I mentioned the bridge as example of what flood waters were coming to Omaha, but as I said originally, it was a BNSF one at Sioux City, not at Omaha. Sorry my post was confusing. I saw a photo of the downed bridge in water-see railwayage.com article “BNSF Suffers South Dakota Bridge Collapse” for a drone picture and maps.The “rare mileage” for this detour was from Ashland to Plattsmouth. I believe this route is about 19 miles shorter than looping through Omaha…
What bridge does BNSF have at Omaha?
They used to use the UP bridge there to get to Council Bluffs, and then run down their line on the Iowa side to rejoin their mainline at Pacific Junction. Other roads also had trackage rights on the UP bridge. The only other rail bridge across the Missouri River at Omaha, is the long out of service, Illinois Central bridge.
UP thru freights cross the Missouri a few miles north over their former C&NW bridge at Blair…
Based on what sales it is allowing and what it isn't it looks like it will stay on the BNSF Creston Sub straight over to Plattsmouth instead of going up the BNSF Omaha Sub to Omaha.

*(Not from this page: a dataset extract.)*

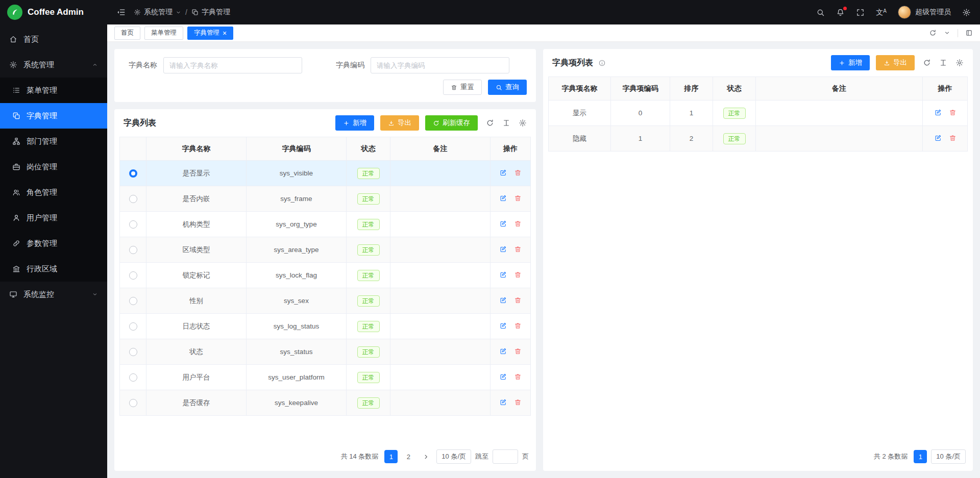 The width and height of the screenshot is (980, 478). What do you see at coordinates (933, 33) in the screenshot?
I see `refresh-tab-icon` at bounding box center [933, 33].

It crosses the Missouri at Plattsmouth on the Creston Sub anyway.
That routing makes sense to skip Omaha while still serving Lincoln and Creston. Plus it's really the BNSF main where the Omaha Sub is more secondary.
Thinking more about it...it is a lucky thing, I suppose, that Omaha has not suffered a similar fate like Phoenix, or like Boise did, with the host railroad deciding to truncate part of their line as a thru route....if they did, Plattsmouth could have become another "Maricopa"...#6(23) has skipped Omaha having going straight from Lincoln to Plattsmouth. Looks to have made up an hour as well.